🇧🇷 🇺🇸 🇪🇸
🌐 🇧🇷 PT 🇪🇸 ES 🇺🇸 EN
Acts 20

The Miletus Discourse — Paul's Testament

The resurrection of Eutychus, the farewell speech to the elders of Ephesus, and the prophecy of suffering in Jerusalem

🌙 The Resurrection of Eutychus (20:7-12)

Acts 20:7-12
"On the first day of the week, when we were gathered together to break bread, Paul talked with them, intending to depart on the next day, and he prolonged his speech until midnight... And there was a young man named Eutychus sitting at the window, who was sinking into a deep sleep. As Paul talked still longer, he sank down, and was picked up dead. But Paul went down and bent over him, and taking him in his arms said, ‘Do not be alarmed, for his life is in him.’ And when Paul had gone up and had broken bread and eaten, he conversed with them a long while, until daybreak, and so departed. And they brought the young man alive, and were not a little comforted."
The episode of Eutychus is narrated with subtle humor: Paul preaches so long that a young man falls asleep and falls out the window. The miracle that follows echoes Elijah (1 Kings 17:21) and Elisha (2 Kings 4:34)—Paul lays on the dead young man, and he comes back to life. But the most significant detail is what happens afterward: Paul goes back up, breaks bread, eats, and continues preaching until dawn. The resurrection of Eutychus does not interrupt the worship—it is integrated into it. The Lord’s Supper (‘breaking bread’) is celebrated on the ‘first day of the week’—Sunday, the day of resurrection—establishing the pattern of Christian Sunday worship.

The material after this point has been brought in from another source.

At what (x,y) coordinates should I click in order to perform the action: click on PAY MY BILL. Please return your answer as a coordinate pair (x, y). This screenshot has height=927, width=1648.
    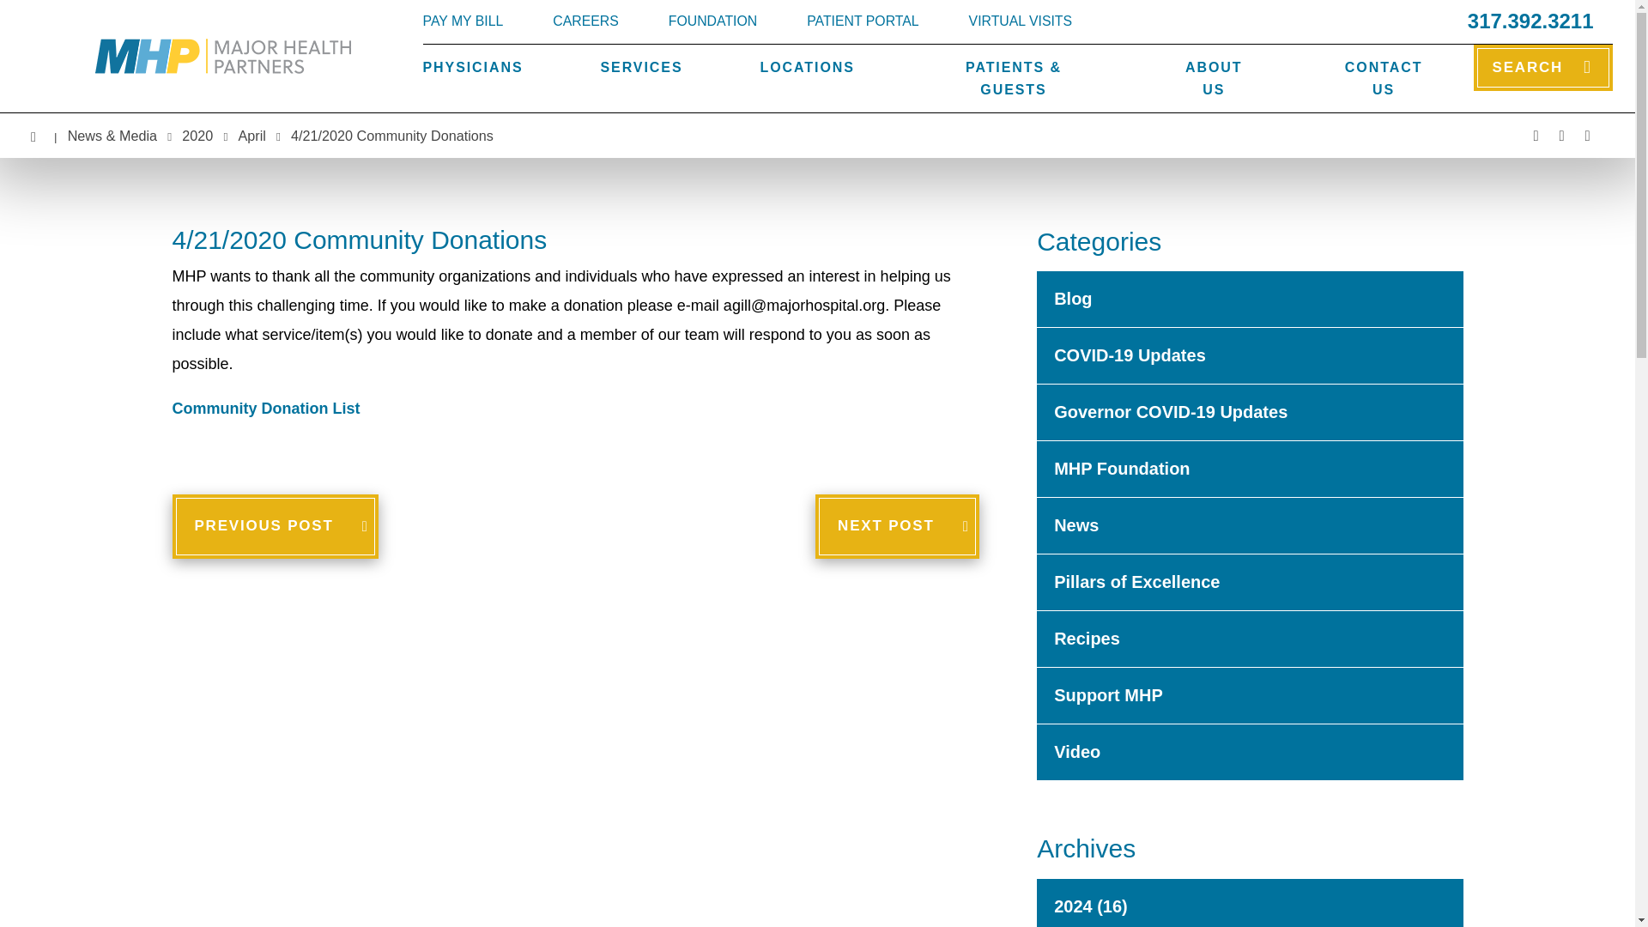
    Looking at the image, I should click on (462, 21).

💔 The Miletus Discourse (20:17-38)

Acts 20:24-28
"But I do not account my life of any value nor as precious to myself, if only I may finish my course and the ministry that I received from the Lord Jesus, to testify to the gospel of the grace of God. And now, behold, I know that none of you among whom I have gone about preaching the kingdom will see my face again. Therefore be alert, remembering that for three years I did not cease night or day to admonish everyone with tears. Pay careful attention to yourselves and to all the flock, in which the Holy Spirit has made you overseers, to care for the church of God, which he obtained with his own blood."
The Miletus discourse is the only sermon of Paul to a Christian audience recorded in Acts—and it is one of the most moving texts in the NT. Paul bids farewell to the elders of Ephesus knowing he will not see them again. The speech is a pastoral testament: he recalls his ministry (20:18-21), announces his destiny (20:22-24), warns of future dangers (20:29-31), and commits them to God (20:32). The phrase ‘the church of God, which he obtained with his own blood’ is one of the most explicit declarations of Christ’s divinity in the NT—the blood shed on the cross is the blood of God incarnate.
Acts 20:35-38
"In all things I have shown you that by working hard in this way we must help the weak and remember the words of the Lord Jesus, how he himself said, ‘It is more blessed to give than to receive.’ And when he had said these things, he knelt down and prayed with them all. And there was great mourning among them all. And they embraced Paul and kissed him, being sorrowful most of all because of the word he had spoken, that they would not see his face again. And they accompanied him to the ship."
The final scene of the Miletus discourse is extraordinarily tender: Paul kneels and prays with the elders, they weep, embrace him, and accompany him to the ship. The quotation of Jesus—‘It is more blessed to give than to receive’—is not recorded in any of the four Gospels. It is an ‘agraphon’ (an unwritten saying of Jesus) preserved by oral tradition and cited by Paul. This reminds us that the Gospels did not record everything Jesus said (John 21:25). The farewell at Miletus is the model of pastoral relationship: deep love, transparency, faithfulness to the Gospel, and trust in God’s grace.